Analysis updated 2026-07-13 · repo last pushed 2017-06-18
Validate Kubernetes config files in your code editor for real-time feedback as you type.
Run schema validation in testing pipelines to ensure generated configs are correct before deploying.
Check Kubernetes configs offline in secure environments using the standalone schema version.
| nikhita/kubernetes-json-schema | foxtrotdev/codex-butler-bell | huangdihd/action-twrp-builder-famue-bf66 | |
|---|---|---|---|
| Stars | 1 | 1 | 1 |
| Language | Shell | Shell | Shell |
| Last pushed | 2017-06-18 | — | 2025-06-02 |
| Maintenance | Dormant | — | Stale |
| Setup difficulty | easy | moderate | moderate |
| Complexity | 2/5 | 2/5 | 3/5 |
| Audience | ops devops | developer | developer |
Figures from each repo's GitHub metadata at analysis time.
No setup required, just reference the schema URL or download the JSON file for the Kubernetes version you need.
The kubernetes-json-schema project provides ready-made validation files that help you check whether your Kubernetes configuration files are correctly structured before you try to deploy them. Kubernetes is a system for managing large numbers of software applications, and it uses configuration files to know what to deploy. If there's a mistake in a config file, the deployment fails. This project lets you catch those mistakes early. Under the hood, Kubernetes publishes its own specifications in a format called OpenAPI, which describes what valid configuration files should look like. However, that format isn't always convenient for external tools to use directly. This project extracts that information and converts it into JSON Schema, a widely supported standard for validating data. This means you don't need a full Kubernetes installation or its command-line tools to verify your files. For each Kubernetes version, you get three variations: one that references files online, a standalone version that works without internet access, and a local version that uses relative file paths. You could use these schemas in code editors to get real-time feedback as you type, or in testing pipelines to ensure generated configs are valid. For instance, if you use a tool to generate Kubernetes configs, you could validate them against these schemas before deploying. What's notable is the focus on flexibility and removing dependencies. By providing standalone and local versions, the project ensures you can validate files even in secure environments without internet access. The README also mentions that the tooling to generate these schemas will be released eventually, which would let you create custom schemas for modified versions of Kubernetes or extended platforms like OpenShift.
Ready-made validation files that check if your Kubernetes configuration files are correctly structured before you deploy them, so you catch mistakes early without needing a full Kubernetes installation.
Mainly Shell. The stack also includes Shell, JSON Schema, Kubernetes OpenAPI.
Dormant — no commits in 2+ years (last push 2017-06-18).
No license information is provided in the repository, so default copyright restrictions may apply.
Setup difficulty is rated easy, with roughly 5min to a first successful run.
Mainly ops devops.
This repo across BitVibe Labs
Verify against the repo before relying on details.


EXERCISE OBJECTIVE
All lines holding the string "NITROGEN" should be copied from the data below.

EXCERPTED RECORDS
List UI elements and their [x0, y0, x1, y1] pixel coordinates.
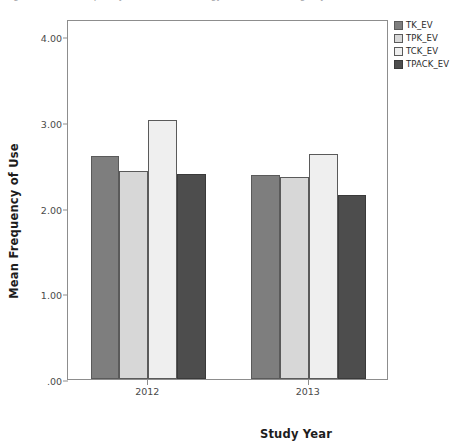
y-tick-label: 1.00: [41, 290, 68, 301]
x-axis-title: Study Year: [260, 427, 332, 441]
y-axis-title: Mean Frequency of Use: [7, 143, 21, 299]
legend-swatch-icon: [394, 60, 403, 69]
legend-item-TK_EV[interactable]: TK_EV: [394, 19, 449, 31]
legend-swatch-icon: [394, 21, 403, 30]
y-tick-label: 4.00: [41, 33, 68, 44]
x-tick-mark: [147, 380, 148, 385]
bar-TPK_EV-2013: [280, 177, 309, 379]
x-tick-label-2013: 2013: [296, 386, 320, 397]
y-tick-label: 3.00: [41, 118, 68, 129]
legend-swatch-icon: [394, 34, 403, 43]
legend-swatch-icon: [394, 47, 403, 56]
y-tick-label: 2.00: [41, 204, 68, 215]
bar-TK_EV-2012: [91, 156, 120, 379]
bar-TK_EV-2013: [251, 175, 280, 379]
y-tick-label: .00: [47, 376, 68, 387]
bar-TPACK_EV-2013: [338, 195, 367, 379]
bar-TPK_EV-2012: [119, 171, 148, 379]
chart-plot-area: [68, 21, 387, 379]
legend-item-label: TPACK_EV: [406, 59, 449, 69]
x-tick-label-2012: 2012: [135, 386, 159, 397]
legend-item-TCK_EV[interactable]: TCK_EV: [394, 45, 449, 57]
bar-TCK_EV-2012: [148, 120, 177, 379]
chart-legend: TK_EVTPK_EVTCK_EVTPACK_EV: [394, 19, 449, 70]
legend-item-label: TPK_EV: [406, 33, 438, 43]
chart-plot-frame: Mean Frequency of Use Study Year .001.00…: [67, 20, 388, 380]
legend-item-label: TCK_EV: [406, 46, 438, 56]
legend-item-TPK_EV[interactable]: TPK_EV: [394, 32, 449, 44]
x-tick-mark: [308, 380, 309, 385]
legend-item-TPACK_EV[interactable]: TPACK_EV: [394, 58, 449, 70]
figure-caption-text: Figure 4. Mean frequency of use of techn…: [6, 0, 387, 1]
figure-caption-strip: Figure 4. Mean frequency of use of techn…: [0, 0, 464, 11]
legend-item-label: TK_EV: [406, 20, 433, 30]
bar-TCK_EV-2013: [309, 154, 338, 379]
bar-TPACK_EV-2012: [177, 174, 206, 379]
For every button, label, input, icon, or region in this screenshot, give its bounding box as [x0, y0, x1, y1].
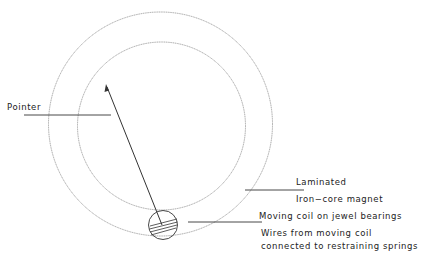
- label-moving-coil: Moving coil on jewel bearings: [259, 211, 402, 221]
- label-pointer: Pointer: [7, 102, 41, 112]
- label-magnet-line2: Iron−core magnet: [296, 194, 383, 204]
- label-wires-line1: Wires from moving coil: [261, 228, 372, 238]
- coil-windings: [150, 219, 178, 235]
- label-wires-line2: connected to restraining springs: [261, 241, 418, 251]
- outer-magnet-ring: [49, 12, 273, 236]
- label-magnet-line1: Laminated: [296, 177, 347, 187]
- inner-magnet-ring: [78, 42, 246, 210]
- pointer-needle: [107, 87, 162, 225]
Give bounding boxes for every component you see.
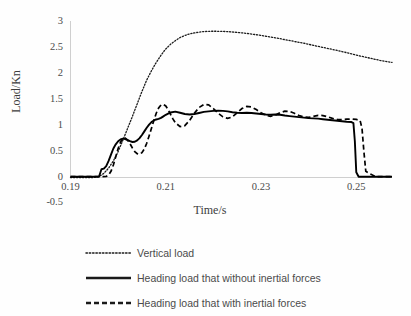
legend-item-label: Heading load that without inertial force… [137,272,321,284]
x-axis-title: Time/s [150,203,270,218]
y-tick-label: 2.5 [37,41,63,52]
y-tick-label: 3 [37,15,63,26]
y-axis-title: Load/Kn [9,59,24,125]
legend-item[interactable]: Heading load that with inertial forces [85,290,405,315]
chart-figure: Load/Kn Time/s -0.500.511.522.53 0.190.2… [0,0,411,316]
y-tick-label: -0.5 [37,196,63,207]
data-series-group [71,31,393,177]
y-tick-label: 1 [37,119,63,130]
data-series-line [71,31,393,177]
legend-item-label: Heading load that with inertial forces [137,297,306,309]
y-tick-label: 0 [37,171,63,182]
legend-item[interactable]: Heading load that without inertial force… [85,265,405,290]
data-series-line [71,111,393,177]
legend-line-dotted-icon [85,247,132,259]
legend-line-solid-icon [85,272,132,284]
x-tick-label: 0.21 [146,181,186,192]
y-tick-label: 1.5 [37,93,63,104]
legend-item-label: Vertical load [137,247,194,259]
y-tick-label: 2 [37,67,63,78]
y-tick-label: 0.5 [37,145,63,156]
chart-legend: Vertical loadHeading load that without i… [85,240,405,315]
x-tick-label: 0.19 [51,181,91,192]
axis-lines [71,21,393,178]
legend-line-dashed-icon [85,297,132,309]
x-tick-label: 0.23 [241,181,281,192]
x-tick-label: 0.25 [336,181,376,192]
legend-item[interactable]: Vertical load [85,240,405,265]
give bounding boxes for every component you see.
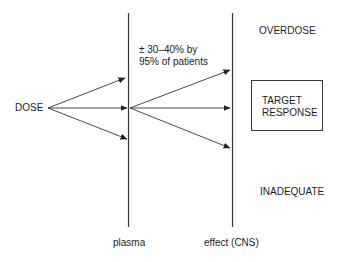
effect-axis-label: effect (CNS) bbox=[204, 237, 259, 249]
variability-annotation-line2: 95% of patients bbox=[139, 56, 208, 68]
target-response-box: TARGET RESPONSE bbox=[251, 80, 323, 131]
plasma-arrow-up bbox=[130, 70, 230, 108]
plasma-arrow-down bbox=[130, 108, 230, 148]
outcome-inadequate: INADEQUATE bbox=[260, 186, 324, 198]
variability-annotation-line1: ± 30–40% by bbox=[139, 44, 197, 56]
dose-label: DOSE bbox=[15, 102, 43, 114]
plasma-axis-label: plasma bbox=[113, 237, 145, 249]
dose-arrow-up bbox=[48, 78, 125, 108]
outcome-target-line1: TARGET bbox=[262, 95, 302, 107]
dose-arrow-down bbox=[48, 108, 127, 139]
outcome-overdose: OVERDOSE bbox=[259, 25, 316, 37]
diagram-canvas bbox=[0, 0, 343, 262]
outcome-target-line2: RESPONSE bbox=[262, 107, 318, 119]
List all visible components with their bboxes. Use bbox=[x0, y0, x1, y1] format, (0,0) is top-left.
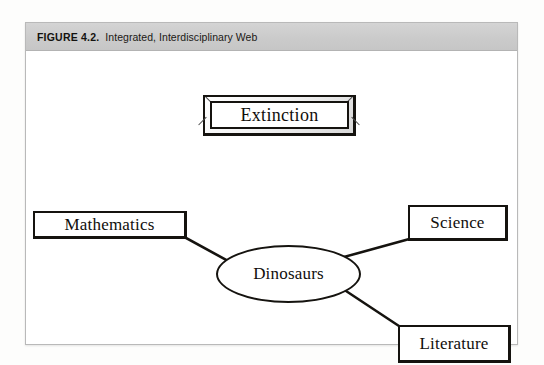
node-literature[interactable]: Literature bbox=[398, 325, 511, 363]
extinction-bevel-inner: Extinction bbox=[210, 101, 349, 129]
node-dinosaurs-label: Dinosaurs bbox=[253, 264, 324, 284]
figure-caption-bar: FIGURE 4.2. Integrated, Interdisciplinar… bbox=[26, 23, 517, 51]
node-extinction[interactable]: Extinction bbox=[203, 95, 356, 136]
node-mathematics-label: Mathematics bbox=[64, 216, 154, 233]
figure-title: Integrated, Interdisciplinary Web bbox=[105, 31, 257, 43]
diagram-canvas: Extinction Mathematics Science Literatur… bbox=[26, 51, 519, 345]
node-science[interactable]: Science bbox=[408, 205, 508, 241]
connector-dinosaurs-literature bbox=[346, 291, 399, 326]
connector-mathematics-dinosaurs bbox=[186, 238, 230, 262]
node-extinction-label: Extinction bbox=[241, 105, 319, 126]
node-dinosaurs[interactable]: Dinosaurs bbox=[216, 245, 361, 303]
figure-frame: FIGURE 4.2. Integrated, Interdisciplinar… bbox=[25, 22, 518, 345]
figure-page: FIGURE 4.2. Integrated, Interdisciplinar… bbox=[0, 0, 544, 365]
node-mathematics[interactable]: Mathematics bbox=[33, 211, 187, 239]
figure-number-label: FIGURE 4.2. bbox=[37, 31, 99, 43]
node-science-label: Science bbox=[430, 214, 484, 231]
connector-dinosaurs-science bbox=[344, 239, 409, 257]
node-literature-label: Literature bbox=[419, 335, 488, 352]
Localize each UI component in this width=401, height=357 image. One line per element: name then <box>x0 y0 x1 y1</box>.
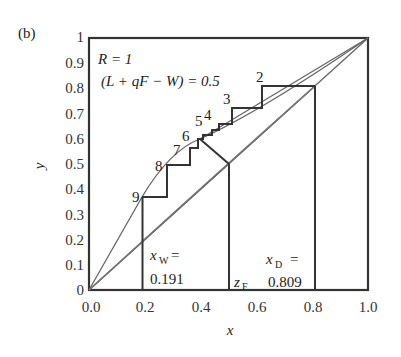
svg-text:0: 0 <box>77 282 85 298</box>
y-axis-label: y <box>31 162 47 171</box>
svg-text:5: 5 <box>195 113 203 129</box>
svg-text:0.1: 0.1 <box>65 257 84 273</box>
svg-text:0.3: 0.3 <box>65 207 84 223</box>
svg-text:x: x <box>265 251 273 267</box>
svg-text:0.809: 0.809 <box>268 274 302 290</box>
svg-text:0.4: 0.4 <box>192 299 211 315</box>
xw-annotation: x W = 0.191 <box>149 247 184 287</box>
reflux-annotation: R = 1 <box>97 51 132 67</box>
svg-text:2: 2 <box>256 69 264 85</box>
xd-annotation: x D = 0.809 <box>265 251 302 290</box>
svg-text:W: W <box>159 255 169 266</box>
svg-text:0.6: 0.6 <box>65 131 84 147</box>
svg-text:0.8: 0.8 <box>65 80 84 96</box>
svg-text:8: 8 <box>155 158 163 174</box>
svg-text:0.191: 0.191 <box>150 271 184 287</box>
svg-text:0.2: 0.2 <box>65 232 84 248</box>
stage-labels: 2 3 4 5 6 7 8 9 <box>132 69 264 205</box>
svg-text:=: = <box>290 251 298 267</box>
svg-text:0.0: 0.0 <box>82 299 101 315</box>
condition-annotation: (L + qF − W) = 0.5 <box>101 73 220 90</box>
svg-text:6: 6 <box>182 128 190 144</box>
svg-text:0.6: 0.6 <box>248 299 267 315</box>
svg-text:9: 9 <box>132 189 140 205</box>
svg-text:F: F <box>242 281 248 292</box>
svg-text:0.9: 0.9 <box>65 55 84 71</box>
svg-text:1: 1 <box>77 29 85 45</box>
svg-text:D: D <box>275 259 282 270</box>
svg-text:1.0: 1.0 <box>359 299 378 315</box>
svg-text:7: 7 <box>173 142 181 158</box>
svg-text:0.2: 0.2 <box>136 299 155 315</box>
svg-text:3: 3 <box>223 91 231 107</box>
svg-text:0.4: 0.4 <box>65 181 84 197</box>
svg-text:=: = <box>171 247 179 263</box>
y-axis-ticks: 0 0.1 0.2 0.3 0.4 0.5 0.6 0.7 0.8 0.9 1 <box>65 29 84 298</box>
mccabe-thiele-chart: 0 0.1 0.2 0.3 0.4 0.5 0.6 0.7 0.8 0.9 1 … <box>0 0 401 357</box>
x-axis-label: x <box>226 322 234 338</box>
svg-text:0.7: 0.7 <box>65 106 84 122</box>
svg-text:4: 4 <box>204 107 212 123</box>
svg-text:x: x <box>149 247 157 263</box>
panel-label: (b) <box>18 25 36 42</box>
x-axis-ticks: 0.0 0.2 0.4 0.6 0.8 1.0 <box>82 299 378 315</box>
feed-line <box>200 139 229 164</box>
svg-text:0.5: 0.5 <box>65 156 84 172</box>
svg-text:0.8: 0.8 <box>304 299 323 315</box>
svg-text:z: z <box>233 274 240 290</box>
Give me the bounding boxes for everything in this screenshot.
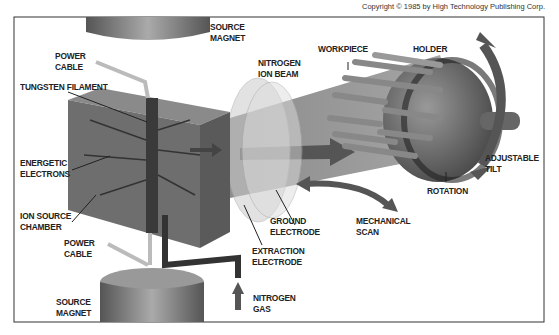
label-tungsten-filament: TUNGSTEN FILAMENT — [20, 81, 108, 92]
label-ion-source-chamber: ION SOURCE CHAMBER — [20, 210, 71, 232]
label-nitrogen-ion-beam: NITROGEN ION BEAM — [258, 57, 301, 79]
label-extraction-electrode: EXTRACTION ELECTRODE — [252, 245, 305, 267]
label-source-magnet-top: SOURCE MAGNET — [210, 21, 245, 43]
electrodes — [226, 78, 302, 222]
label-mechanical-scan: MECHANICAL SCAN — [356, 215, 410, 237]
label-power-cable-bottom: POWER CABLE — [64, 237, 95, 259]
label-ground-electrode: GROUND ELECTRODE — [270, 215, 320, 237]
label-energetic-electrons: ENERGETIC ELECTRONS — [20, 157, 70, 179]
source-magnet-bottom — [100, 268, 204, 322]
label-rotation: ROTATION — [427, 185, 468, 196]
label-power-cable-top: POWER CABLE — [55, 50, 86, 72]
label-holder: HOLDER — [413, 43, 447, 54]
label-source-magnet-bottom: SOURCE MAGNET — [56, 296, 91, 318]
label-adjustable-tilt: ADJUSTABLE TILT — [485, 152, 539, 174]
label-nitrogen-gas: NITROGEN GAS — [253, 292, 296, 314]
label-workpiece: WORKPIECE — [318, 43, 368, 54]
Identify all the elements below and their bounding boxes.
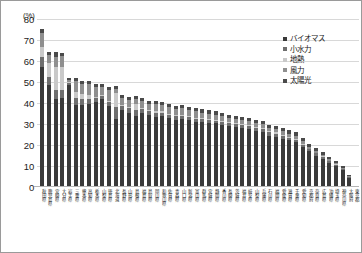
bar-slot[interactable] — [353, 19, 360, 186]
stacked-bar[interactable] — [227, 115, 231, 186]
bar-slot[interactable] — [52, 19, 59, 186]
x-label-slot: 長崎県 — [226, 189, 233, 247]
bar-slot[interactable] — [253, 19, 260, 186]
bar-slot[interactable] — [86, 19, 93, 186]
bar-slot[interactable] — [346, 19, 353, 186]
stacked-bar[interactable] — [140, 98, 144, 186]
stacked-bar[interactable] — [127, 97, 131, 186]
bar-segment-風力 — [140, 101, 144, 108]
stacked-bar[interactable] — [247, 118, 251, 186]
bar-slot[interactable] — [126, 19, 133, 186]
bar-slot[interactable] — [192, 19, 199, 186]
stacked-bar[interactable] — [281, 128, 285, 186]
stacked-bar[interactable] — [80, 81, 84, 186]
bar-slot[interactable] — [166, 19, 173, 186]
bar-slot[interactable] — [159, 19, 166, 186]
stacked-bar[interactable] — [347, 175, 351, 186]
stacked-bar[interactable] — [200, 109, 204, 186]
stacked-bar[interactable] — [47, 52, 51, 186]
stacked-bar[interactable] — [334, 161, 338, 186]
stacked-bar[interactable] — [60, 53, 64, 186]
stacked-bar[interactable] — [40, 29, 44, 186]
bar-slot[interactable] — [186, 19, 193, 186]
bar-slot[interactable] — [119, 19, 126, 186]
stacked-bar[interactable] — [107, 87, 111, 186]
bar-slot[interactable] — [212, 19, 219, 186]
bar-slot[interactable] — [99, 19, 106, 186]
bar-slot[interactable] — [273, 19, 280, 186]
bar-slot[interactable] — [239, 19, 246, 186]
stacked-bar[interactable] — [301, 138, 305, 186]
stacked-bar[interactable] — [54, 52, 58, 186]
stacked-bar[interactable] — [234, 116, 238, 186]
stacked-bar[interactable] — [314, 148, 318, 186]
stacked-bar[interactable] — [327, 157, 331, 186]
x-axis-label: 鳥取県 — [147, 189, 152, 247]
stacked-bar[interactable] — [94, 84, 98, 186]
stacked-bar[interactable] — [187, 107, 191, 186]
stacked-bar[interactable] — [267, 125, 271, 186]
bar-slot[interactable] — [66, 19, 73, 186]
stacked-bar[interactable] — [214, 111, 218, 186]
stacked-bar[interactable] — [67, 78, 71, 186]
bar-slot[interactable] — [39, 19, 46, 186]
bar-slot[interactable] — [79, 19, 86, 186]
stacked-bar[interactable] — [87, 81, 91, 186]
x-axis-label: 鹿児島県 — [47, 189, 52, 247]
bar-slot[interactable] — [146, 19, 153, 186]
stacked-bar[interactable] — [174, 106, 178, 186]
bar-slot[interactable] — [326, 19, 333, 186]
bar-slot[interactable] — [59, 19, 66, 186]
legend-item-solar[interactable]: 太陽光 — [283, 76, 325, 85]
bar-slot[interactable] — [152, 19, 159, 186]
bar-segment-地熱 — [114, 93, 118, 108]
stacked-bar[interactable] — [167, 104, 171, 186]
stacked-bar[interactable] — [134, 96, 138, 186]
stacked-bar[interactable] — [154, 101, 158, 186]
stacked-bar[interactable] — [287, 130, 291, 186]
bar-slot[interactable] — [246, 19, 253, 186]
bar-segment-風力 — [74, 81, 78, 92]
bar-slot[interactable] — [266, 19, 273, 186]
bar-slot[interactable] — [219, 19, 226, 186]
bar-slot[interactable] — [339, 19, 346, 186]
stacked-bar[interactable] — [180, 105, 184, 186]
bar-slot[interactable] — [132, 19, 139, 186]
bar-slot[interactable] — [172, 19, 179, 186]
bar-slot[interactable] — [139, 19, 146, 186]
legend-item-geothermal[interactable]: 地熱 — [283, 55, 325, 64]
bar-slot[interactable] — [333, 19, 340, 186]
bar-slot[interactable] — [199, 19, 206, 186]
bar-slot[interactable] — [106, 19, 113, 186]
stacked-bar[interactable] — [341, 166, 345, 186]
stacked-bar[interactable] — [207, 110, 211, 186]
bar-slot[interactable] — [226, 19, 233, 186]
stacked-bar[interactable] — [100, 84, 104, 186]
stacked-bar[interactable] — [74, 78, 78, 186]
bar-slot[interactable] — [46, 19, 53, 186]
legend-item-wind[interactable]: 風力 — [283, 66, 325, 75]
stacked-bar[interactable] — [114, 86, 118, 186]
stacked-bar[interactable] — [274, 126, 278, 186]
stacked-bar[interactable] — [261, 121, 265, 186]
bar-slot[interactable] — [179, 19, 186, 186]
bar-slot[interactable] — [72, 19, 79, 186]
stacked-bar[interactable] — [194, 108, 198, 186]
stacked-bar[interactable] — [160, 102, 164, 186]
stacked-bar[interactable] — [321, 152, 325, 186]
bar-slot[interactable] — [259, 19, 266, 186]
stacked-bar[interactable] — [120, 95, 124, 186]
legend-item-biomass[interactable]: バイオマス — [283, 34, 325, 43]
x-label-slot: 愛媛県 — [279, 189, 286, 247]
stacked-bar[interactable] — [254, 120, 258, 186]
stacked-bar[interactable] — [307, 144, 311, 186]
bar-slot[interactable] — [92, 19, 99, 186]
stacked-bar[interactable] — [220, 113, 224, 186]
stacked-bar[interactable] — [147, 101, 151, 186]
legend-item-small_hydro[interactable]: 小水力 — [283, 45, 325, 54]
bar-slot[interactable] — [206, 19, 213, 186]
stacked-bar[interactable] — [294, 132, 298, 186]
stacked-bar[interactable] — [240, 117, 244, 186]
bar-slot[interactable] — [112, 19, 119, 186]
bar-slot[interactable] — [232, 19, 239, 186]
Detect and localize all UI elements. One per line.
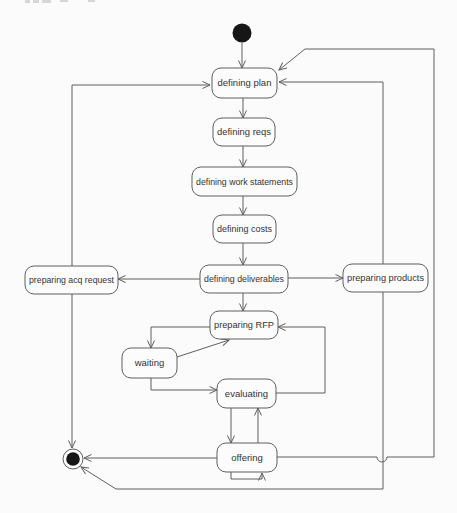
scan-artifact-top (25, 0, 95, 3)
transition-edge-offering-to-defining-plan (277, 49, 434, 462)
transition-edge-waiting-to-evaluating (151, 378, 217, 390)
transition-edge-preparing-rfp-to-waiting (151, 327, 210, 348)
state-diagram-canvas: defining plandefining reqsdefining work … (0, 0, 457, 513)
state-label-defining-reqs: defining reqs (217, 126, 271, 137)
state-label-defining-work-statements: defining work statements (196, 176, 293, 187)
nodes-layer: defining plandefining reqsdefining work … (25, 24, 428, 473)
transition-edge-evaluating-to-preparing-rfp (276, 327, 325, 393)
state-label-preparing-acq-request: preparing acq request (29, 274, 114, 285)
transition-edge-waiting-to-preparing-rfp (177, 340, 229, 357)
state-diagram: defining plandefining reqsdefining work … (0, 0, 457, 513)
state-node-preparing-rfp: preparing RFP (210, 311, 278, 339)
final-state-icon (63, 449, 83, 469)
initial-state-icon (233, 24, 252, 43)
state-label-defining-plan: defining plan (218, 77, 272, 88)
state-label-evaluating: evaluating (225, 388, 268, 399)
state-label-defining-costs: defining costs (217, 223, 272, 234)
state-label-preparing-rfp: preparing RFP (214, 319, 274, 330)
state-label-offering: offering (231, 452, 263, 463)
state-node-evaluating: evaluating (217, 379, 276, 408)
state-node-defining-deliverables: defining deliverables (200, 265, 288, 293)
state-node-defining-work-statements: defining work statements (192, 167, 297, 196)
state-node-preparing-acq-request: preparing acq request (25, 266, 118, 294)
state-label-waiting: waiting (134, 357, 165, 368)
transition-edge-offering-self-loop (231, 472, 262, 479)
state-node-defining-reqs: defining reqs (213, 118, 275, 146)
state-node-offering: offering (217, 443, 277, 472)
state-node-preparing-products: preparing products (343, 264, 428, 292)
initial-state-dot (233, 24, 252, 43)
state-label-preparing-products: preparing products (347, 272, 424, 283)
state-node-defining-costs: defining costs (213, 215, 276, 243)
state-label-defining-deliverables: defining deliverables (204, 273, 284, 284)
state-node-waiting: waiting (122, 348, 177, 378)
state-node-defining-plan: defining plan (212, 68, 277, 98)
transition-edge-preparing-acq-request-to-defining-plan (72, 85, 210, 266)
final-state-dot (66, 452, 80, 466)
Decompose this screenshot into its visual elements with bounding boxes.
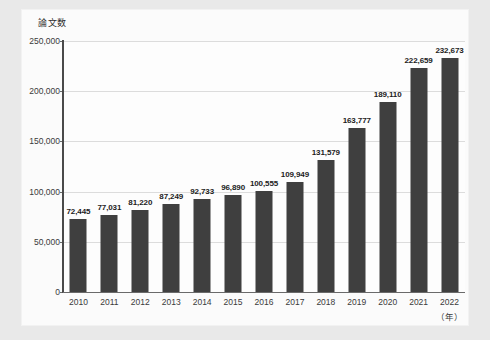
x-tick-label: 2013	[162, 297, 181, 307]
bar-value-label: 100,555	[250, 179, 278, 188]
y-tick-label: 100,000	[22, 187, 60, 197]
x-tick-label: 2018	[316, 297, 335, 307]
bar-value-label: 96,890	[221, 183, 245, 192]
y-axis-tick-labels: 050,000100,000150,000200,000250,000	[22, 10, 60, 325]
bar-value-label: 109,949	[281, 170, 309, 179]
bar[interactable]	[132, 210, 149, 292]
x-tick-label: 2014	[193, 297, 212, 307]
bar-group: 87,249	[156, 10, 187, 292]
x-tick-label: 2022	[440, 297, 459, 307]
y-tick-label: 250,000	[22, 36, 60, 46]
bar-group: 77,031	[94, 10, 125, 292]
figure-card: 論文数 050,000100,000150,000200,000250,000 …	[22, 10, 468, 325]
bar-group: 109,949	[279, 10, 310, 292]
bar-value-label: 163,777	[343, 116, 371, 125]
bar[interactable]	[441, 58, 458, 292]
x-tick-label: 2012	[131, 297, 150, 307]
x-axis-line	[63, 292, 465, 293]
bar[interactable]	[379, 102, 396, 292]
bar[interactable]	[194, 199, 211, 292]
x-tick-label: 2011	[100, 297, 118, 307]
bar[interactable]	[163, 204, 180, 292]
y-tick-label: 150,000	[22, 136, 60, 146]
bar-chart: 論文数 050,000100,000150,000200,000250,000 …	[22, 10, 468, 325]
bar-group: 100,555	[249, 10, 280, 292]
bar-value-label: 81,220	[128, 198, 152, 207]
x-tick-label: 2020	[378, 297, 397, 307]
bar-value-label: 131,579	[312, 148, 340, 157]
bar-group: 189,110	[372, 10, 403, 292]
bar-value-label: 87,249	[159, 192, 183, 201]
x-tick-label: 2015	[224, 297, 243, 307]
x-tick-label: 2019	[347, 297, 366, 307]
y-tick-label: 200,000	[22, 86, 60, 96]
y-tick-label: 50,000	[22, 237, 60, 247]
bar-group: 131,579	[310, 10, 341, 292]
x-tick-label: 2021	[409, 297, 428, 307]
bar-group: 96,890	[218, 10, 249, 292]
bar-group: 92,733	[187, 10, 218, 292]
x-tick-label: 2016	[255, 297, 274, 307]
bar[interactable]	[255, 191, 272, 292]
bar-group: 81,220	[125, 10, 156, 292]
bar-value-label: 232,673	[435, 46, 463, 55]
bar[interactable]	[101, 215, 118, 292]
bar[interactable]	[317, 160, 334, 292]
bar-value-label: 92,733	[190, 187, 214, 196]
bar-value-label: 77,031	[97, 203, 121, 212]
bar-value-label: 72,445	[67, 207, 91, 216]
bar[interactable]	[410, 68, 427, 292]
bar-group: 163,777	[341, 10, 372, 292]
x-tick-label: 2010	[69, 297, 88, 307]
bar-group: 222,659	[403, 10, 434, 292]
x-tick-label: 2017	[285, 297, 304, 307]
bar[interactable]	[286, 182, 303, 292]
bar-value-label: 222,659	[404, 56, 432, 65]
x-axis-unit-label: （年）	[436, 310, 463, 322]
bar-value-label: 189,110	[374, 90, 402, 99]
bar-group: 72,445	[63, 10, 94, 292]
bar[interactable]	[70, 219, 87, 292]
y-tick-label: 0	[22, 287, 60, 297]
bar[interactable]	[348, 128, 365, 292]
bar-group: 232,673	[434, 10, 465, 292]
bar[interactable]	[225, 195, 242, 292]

PROBLEM SOLUTION
label-nitrogen-ion-beam: NITROGEN ION BEAM — [258, 57, 301, 79]
label-nitrogen-gas: NITROGEN GAS — [253, 292, 296, 314]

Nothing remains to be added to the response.